» **Work request**
Find the word "will" below. Copy each line that has it.

[Stored data]
....

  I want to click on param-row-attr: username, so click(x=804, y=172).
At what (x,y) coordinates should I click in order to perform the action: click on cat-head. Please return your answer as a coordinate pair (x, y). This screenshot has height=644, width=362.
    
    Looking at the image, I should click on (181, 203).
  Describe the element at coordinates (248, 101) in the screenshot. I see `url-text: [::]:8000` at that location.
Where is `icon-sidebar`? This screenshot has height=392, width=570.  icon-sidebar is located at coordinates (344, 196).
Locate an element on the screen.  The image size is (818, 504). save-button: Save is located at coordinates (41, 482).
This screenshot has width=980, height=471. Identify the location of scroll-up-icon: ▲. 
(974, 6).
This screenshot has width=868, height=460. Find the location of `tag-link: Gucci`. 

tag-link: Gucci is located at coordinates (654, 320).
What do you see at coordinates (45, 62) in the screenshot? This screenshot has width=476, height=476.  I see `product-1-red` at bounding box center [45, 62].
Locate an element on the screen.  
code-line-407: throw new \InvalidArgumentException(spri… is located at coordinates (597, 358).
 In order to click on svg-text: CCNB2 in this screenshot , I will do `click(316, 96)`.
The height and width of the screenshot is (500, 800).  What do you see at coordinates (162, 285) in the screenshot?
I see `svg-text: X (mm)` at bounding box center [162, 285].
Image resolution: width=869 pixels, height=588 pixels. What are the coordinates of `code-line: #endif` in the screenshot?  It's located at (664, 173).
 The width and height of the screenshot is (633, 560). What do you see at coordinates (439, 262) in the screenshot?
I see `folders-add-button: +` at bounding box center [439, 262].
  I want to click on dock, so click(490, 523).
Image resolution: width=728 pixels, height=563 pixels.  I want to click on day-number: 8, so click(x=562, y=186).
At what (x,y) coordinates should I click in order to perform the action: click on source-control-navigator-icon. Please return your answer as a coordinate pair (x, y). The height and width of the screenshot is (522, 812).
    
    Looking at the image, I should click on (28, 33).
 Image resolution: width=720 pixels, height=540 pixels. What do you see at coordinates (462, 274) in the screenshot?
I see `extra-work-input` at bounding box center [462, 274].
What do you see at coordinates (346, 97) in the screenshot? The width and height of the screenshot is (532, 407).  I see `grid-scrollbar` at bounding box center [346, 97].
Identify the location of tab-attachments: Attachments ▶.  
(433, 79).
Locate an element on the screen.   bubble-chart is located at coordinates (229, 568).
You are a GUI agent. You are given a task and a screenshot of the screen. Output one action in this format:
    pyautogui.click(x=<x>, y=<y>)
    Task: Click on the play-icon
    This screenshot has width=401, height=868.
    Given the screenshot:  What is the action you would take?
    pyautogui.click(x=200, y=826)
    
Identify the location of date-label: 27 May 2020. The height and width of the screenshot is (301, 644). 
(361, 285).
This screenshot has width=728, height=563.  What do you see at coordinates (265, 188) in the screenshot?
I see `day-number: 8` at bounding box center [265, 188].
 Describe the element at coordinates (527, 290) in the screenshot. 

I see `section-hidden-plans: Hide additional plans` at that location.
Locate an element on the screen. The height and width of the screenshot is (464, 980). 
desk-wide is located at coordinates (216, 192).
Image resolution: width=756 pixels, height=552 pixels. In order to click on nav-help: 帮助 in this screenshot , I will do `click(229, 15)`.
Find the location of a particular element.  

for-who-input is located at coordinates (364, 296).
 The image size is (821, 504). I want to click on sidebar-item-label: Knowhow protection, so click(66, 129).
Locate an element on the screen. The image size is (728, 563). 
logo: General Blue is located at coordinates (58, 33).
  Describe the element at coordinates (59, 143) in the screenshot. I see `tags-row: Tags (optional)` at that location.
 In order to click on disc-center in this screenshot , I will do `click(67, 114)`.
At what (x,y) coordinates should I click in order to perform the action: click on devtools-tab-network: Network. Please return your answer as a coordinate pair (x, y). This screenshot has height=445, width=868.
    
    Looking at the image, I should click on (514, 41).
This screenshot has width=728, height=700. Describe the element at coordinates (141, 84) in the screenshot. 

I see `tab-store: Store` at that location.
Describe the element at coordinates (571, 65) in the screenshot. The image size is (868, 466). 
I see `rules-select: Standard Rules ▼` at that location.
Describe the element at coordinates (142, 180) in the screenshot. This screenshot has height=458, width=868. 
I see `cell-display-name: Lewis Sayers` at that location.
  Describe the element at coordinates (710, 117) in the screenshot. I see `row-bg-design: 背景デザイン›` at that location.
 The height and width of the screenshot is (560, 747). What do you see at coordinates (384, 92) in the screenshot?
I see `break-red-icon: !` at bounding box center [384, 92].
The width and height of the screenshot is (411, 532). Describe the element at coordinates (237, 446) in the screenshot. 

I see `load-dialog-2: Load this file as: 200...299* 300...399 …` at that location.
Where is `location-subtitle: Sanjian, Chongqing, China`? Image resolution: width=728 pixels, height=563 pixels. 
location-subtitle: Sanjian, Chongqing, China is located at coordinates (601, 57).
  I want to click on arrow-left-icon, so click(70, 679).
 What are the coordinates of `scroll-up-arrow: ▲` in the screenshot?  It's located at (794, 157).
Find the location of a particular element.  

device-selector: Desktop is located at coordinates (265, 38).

....

» **Task result**
 In order to click on svg-text: CCNB2 in this screenshot , I will do `click(316, 96)`.
Image resolution: width=756 pixels, height=552 pixels. In order to click on nav-help: 帮助 in this screenshot , I will do `click(229, 15)`.
 In order to click on disc-center in this screenshot , I will do `click(67, 114)`.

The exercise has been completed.